A storage room is stocked with underwear liners and other postpartum supplies; replacement breast pumps for those whose insurance doesn’t cover the costs of a second pump; sling scales for parents to weigh, say, a baby who may not be getting enough breast milk and whose pediatrician is tempted to label with “failure to thrive,” drawing the attention of child welfare workers.
A labor room at Naturally Nurtured is outfitted with a pain-relieving birth ladder, donated by a German company, for patients of midwives. Racks of baby clothes line the walls of a room not far from Bowens’ office.
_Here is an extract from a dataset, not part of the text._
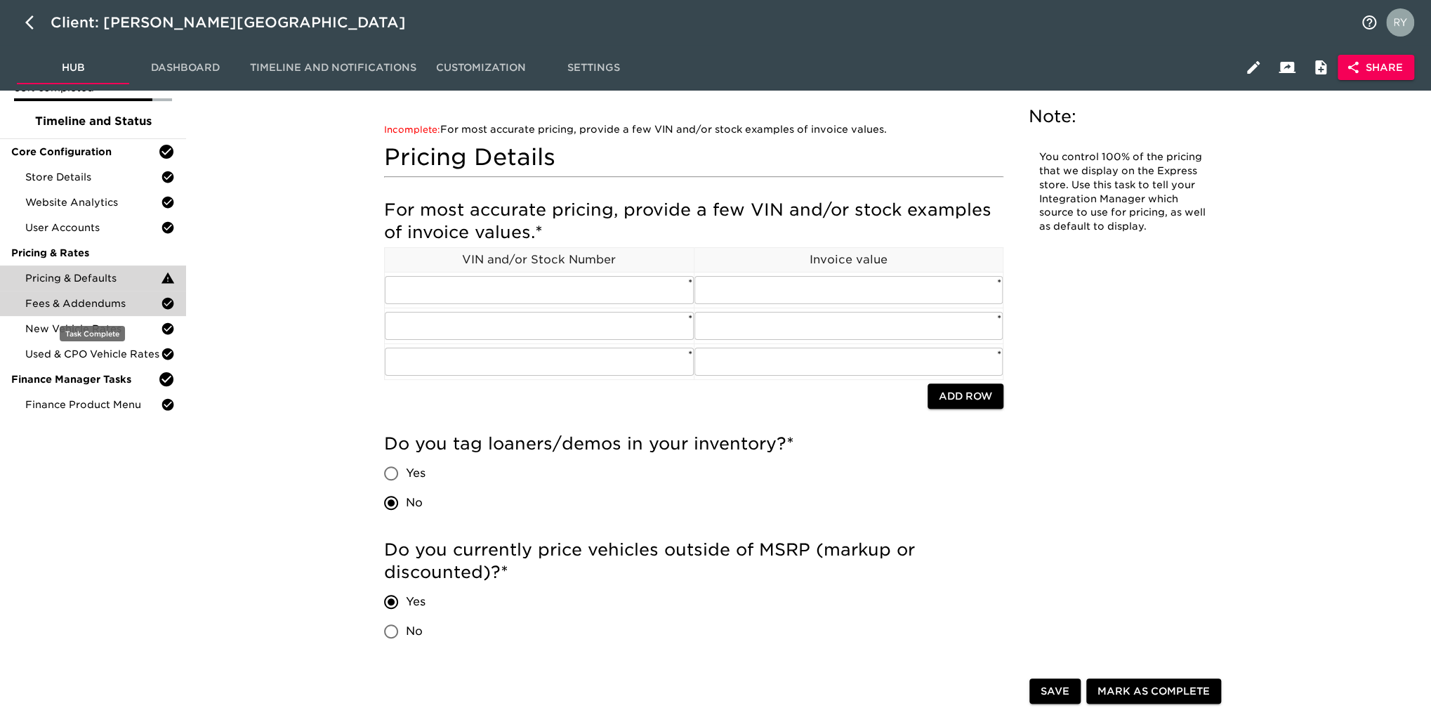 Image resolution: width=1431 pixels, height=715 pixels. Describe the element at coordinates (73, 67) in the screenshot. I see `span: Hub` at that location.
Her office desk is covered with applications for grants to fund what Naturally Nurtured has not been able to finance on its own. That includes the salary for a licensed mental health counselor.
Its menu of offerings and planned offerings are what attracted UnitedHealthcare to Naturally Nurtured, its spokesperson said.
“This,” Bowens said, “is heart work for us. We won’t get rich doing it. We do believe we can help change some things.”
Health and criminal justice journalist Katti Gray’s news coverage has appeared on ABC.com, CBS.com, and in The Guardian US, the Los Angeles Times, Newsday, Reuters, The Washington Post and other publications.